In kinetic theory, one often comes across interacting particle systems with a collisional flavour. I'll currently prefer to think about them as systems of ODEs (or SDEs, Jump Processes, $\ldots$), though of course it's of considerable interest to consider them at the PDE level as well.
The two standard examples of which I'm aware are:
Boltzmann: At the particle level, one has a system of $N$ hard spheres (each with position and velocity), following the dynamics $\dot{x_i} = v_i, \dot{v_i} = 0$. When two of the spheres collide, the velocities of both spheres jump according to the law of specular reflection.
Kac: At the particle level, one has a system of $N$ particles (each with only a velocity). Any two particles collide randomly at some rate which depends only on the velocities of the two particles, and at such an event, their velocities are changed in a correlated way, e.g. $$(v^i, v^j ) \mapsto ( v^i \cos \theta + v^j \sin \theta, -v^i \sin \theta + v^j \cos \theta )$$ with $\theta \sim \mathcal{U} [ 0, 2 \pi ] $.

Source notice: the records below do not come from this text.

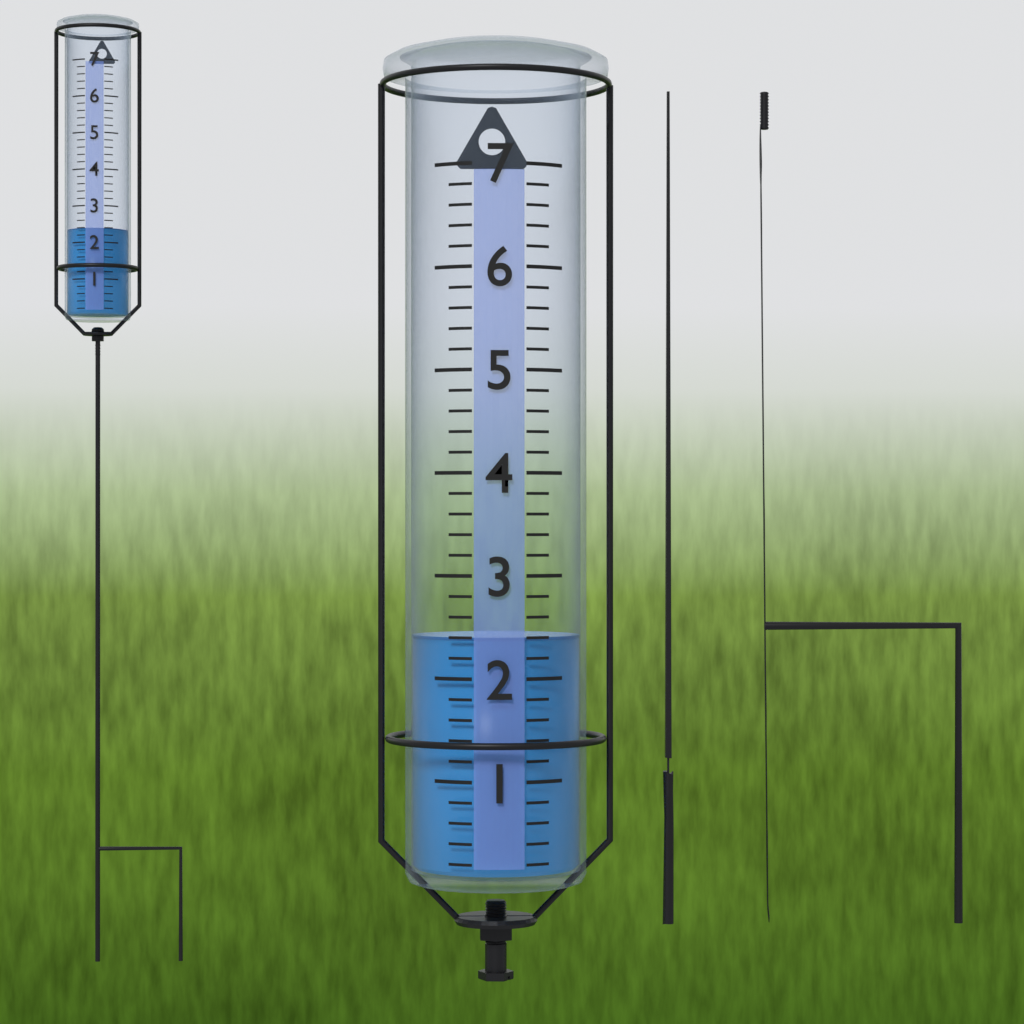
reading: 2.4 (no unit)
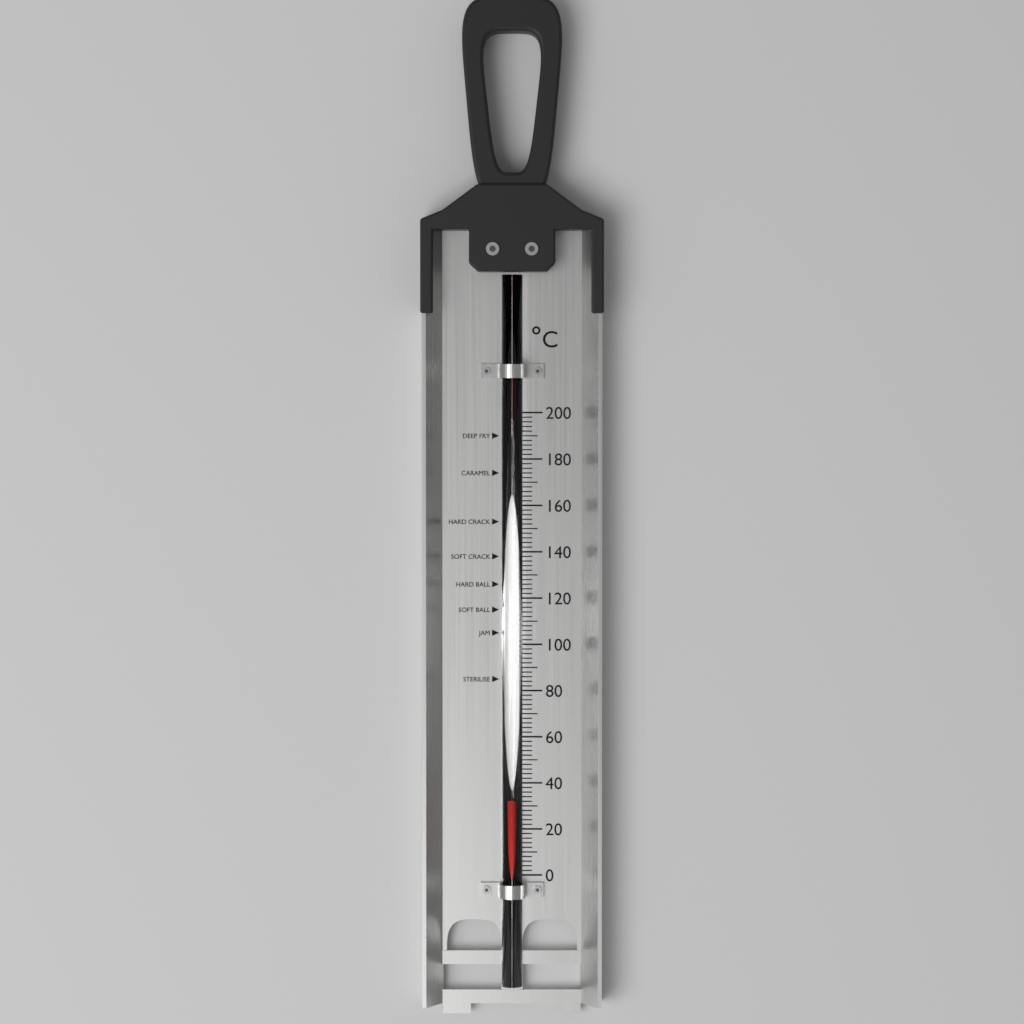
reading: 34 °C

In each of these examples, the system's collisions each involve two particles at a time.
What I'm curious about is whether there are interesting examples of collisional systems in a similar vein to the previous two, but in which the collisions involve more than 2 particles at once.
Strictly speaking, I know that Boltzmann-type systems do, in principle, accommodate $k$-particle collisions. However, these are in some sense lower-order terms which wash out in the usual $N \to \infty$ limit. I am more interested in cases where the higher-order interactions are instead a key ingredient of the story.
Some other remarks:
For the purposes of this question, I'm interested in collisional models, rather than full-blown mean-field-type systems, in which each particle is actively interacting with all other particles. e.g. McKean-Vlasov diffusions would not be a satisfactory answer. I'm imagining a model with $k$-particle collisions, with $k$ fixed as $N$ grows.

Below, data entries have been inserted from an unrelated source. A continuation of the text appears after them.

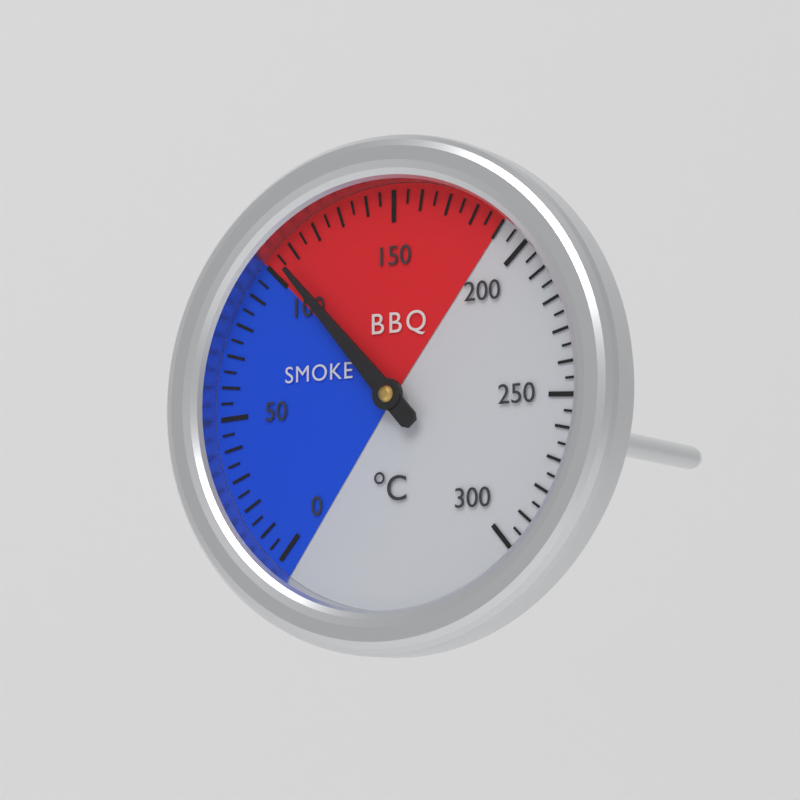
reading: 105 °C
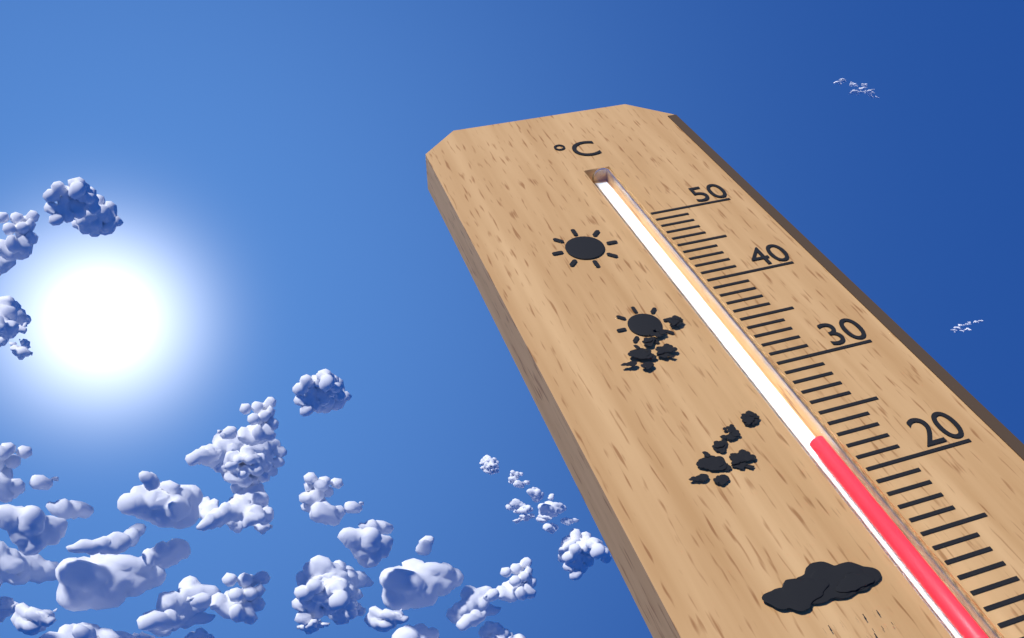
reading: 23 °C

I'm aware that it's possible to construct systems of this form artificially (e.g. one could easily imagine a Kac-type model in which the velocities interacted $k$-at-a-time with some $k > 2$). I highlight that I'm interested in examples of such systems which arise naturally, ideally through scientific modelling, or possibly in algorithmic applications.
- I would be okay with an example which is somewhat artificial, provided it makes some other interesting point, e.g. if the system is physically meaningless, but illustrates some mathematical / analytical point, then this would be satisfying to me.